Present: Doug Purdie (Pres.), Frank Lindsay (Treas.), John Burnet (Sec.) and 39 members and visitors as listed in the attendance book.

Apologies: Andrew Beach, Cliff Hulston, Marie & Chris Christoffel, Shauna Tate, Wrae Duncan.

New Members And Visitors: Andrew Yung (Te Horo)

Minutes Of Previous Meeting: Minutes of meeting held 19 February were read and confirmed.

Matters Arising: Upper Hutt Summer Carnival - Frank & Maryann Lindsay reported a good crowd attended with plenty of teenagers.

Treasurer’s Report: Current operating account showed a credit balance of $1,412.33 with one outstanding cheque of $36.40.

General Business:

Swarms were reported being collected from Karori to Pukerua Bay. One member reported a nucleus being robbed out following the return of wets to hives.

Frank reminded members to ease extraction, supers should be maintained at 30 degrees C. or stacked over a 60 watt bulb (with newspaper on an excluder above the bulb to prevent wax melt and to disperse the heat to the edges of the supers).

Members reported honey flow continuing with lacebark and koromiko currently flowering.

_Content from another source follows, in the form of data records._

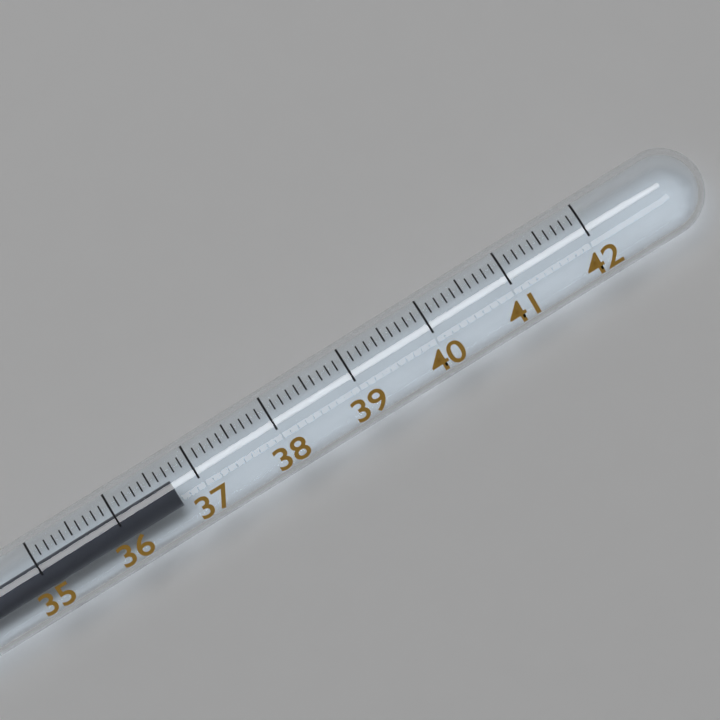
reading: 36.7 (no unit)
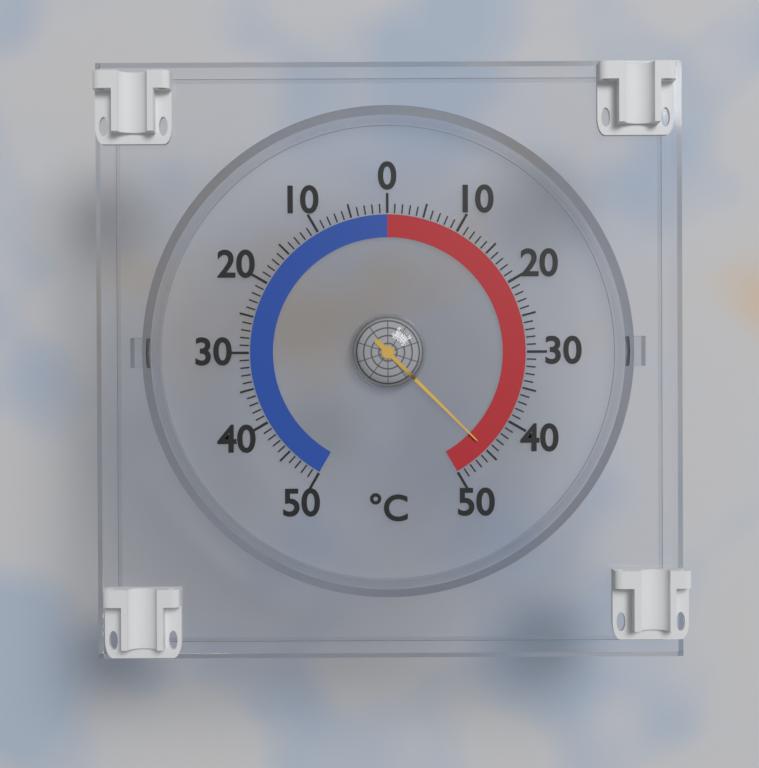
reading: 45 °C
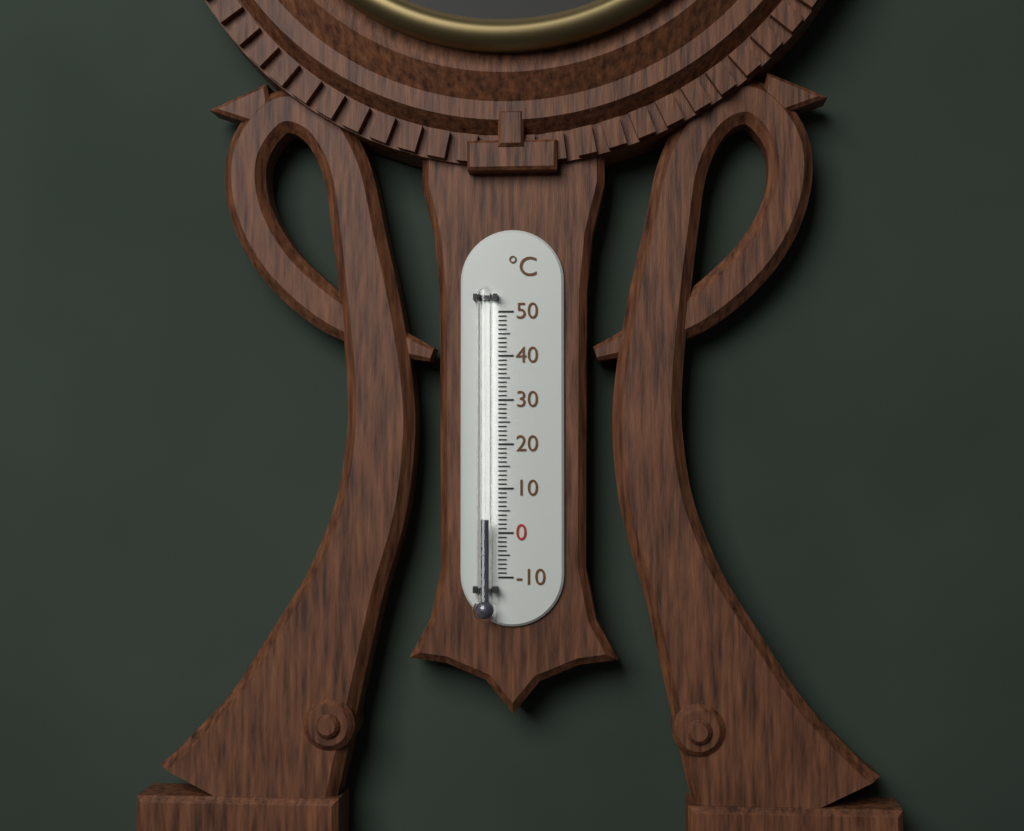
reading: 3 °C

Frank suggested minimum production for suburban areas should be 10kg for 3/4 supers and 15kg for full depth. Richard Hatfield reported a record 12 3/4 supers from one hive.

Southern North Island branch Field Day was scheduled to be held at Pinehaven School on 14 March. As Wellington B/K Assoc was a co-host members were welcome and encouraged to attend. Planned topics and demonstrations included: disease recognition, finding queens & requeening, queen rearing, honey harvesting, and a DSIR speaker on pollen.

Other issues discussed: Top supering vs bottom supering (bottom supering recommended), pollen gathering & removal from old dark frames, bee nutrition, current autumn consolidation process by bees to transfer honey from outer, upper frames to inner, lower frames, extraction of uncapped frames (after first checking by shaking), danger of harvesting honey from swarms, requeening of swarms to remove undesirable genetic qualities, disadvantages of emergency queens, variation of success from commercial propolis mats (cheap and disposable mats can be made from thick polythene with punched holes), storage of unused supers using PDB crystals to control wax moth vs draughty outside areas, use of chemicals in NZ (Terramyacin not allowed in NZ for AFB & EFB control).